Once, back in the early 2000s, I owned a black Helmut Lang pantsuit. That was a time when even the word “pantsuit” kind of made me cringe, but there was something about how this one was cut — three-button, single-breasted jacket and flat-front (but louche) pants — that skewed all its establishment implications. It made me feel like both the coolest and the most grown-up versions of myself, as if I were a person who could talk to anyone, could go into any room.
I wore it until I wore it out, and have been in mourning for it ever since. When I talk about it, which I still do, there is almost always another person who will come up to me with a story of their Helmut Lang. His clothes caught an angsty, disaffected cultural mood and a moment and then transcended them, which made him enormously influential in both the micro (individual) and macro (industry) sense.
So much so that he shifted the entire show schedule in 1998, when he moved his show to New York Fashion Week from Paris. New York had traditionally been the last of the big four cities on the collection calendar, its shows taking place in mid-October. Mr. Lang wanted to go first, so he hopscotched to early September, and the entire city went with him.
Little wonder that ever since he walked away from his brand in 2005, Fast Retailing, the company that bought it the following year, has been trying to revive it, cycling through a series of designers and “editors-in-residence” who mostly succeeded in garbling the brand’s image.
On Friday, as New York Fashion Week began, it tried once again.
The timing, in theory, could not have been better. The late 1990s and early 2000s, those years just before social media changed how we live, have become ubiquitous points of reference.

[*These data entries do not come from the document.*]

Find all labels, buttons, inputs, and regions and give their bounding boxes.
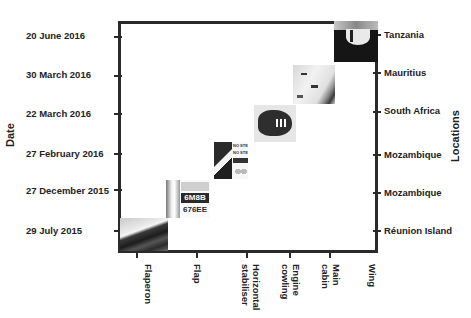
y-tick bbox=[114, 36, 122, 38]
y2-tick bbox=[373, 111, 381, 113]
part-label-engine-cowling: Engine cowling bbox=[280, 264, 302, 299]
x-tick bbox=[246, 250, 248, 258]
thumbnail-wing bbox=[334, 21, 378, 62]
y-tick bbox=[114, 189, 122, 191]
part-label-horizontal-stabiliser: Horizontal stabiliser bbox=[240, 264, 262, 310]
stabiliser-text-1: NO STEP bbox=[233, 143, 248, 148]
flap-plate-top bbox=[181, 182, 209, 191]
cabin-mark-3 bbox=[297, 95, 303, 98]
y-tick bbox=[114, 153, 122, 155]
y2-tick bbox=[373, 154, 381, 156]
y2-tick bbox=[373, 230, 381, 232]
y2-tick bbox=[373, 192, 381, 194]
date-label: 22 March 2016 bbox=[26, 108, 91, 119]
stabiliser-dark-strip bbox=[233, 158, 248, 163]
stabiliser-patterns bbox=[234, 167, 247, 176]
flap-text-2: 676EE bbox=[181, 205, 209, 215]
thumbnail-horizontal-stabiliser: NO STEP NO STEP bbox=[214, 142, 248, 179]
flap-photo bbox=[166, 180, 180, 218]
location-label: South Africa bbox=[384, 105, 440, 116]
date-label: 30 March 2016 bbox=[26, 69, 91, 80]
part-label-flap: Flap bbox=[192, 264, 203, 284]
date-label: 27 December 2015 bbox=[26, 185, 109, 196]
part-label-wing: Wing bbox=[367, 264, 378, 287]
cowling-marks bbox=[276, 119, 288, 127]
location-label: Mauritius bbox=[384, 67, 426, 78]
date-label: 20 June 2016 bbox=[26, 30, 85, 41]
stabiliser-photo bbox=[214, 142, 232, 179]
x-tick bbox=[289, 250, 291, 258]
location-label: Mozambique bbox=[384, 149, 442, 160]
y-tick bbox=[114, 75, 122, 77]
wing-figure bbox=[350, 30, 353, 42]
location-label: Tanzania bbox=[384, 29, 424, 40]
location-label: Réunion Island bbox=[384, 225, 452, 236]
part-label-flaperon: Flaperon bbox=[143, 264, 154, 304]
part-label-main-cabin: Main cabin bbox=[320, 264, 342, 289]
thumbnail-flap: 6M8B 676EE bbox=[166, 180, 210, 218]
cabin-mark-1 bbox=[301, 73, 307, 75]
location-label: Mozambique bbox=[384, 187, 442, 198]
thumbnail-flaperon bbox=[120, 218, 168, 251]
y2-tick bbox=[373, 72, 381, 74]
thumbnail-main-cabin bbox=[293, 65, 335, 104]
cabin-mark-2 bbox=[311, 85, 318, 88]
date-label: 27 February 2016 bbox=[26, 148, 104, 159]
y-tick bbox=[114, 113, 122, 115]
flap-text-1: 6M8B bbox=[181, 193, 209, 203]
x-tick bbox=[196, 250, 198, 258]
y-axis-title-date: Date bbox=[4, 123, 16, 147]
y2-axis-title-locations: Locations bbox=[449, 110, 461, 162]
stabiliser-text-2: NO STEP bbox=[233, 150, 248, 155]
thumbnail-engine-cowling bbox=[254, 105, 296, 142]
x-tick bbox=[136, 250, 138, 258]
x-tick bbox=[329, 250, 331, 258]
date-label: 29 July 2015 bbox=[26, 225, 82, 236]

The new designer, too, seemed tailor-made for the post: Peter Do, a rising star whose razor-sharp suiting for his own brand contains the sort of peekaboo surprises that put him smack in the center of the Lang lineage.
The cavernous space on the Lower East Side where the show was held was heaving with anticipation. A poem by Mr. Do’s friend, the writer Ocean Vuong, had been painted on the floor (sample verse: “Our clothes on the floor like stepped on flowers”), much as Mr. Lang had once plastered slogans from the artist Jenny Holzer around his store. Mr. Do had clearly done his research.
That, it turned out, was the problem.
The collection was replete with Helmut Easter eggs: Straps! A taxicab print in reference to his taxicab ad campaign! T-shirt dresses with a sheer scrim of twisted silk chiffon like Stella Tennant’s wedding dress! It was carefully crafted in Mr. Lang’s sartorial vocabulary: flat-front pants, Crombie coats and lacquered jeans.
It had the Lang palette: black and white and beige, with occasional shots of bright pink and marigold. It had color blocking and message shirting, worn back-to-front for easy reading. It even had old Lang models: Mipam Thurman (Uma’s brother), Sasha Pivovarova.
It was accomplished, accessible and very commercial. That will probably make the collection sell very well — and it should sell very well. Mr. Do went through the motions of Helmut Lang more adeptly, really, than any would-be Lang designer before him. But what it didn’t have was subversion.
One of the reasons Mr. Lang’s clothes were so resonant in the first place was that they took classic elements and added just the slyest layer of kink, sending everyone slightly off axis. Mr. Do’s clothes, on the other hand, seemed earnest — too respectful of a legacy that understood the allure of strategic disrespect. Mr. Lang’s straps spoke of bondage and things done underground; Mr. Do’s, of your first car (they are actually based on seatbelts) and doormen. These are clothes that fill in a wardrobe rather than redefine it.
Think of it as Lang lite. Easy to digest, but the taste doesn’t linger.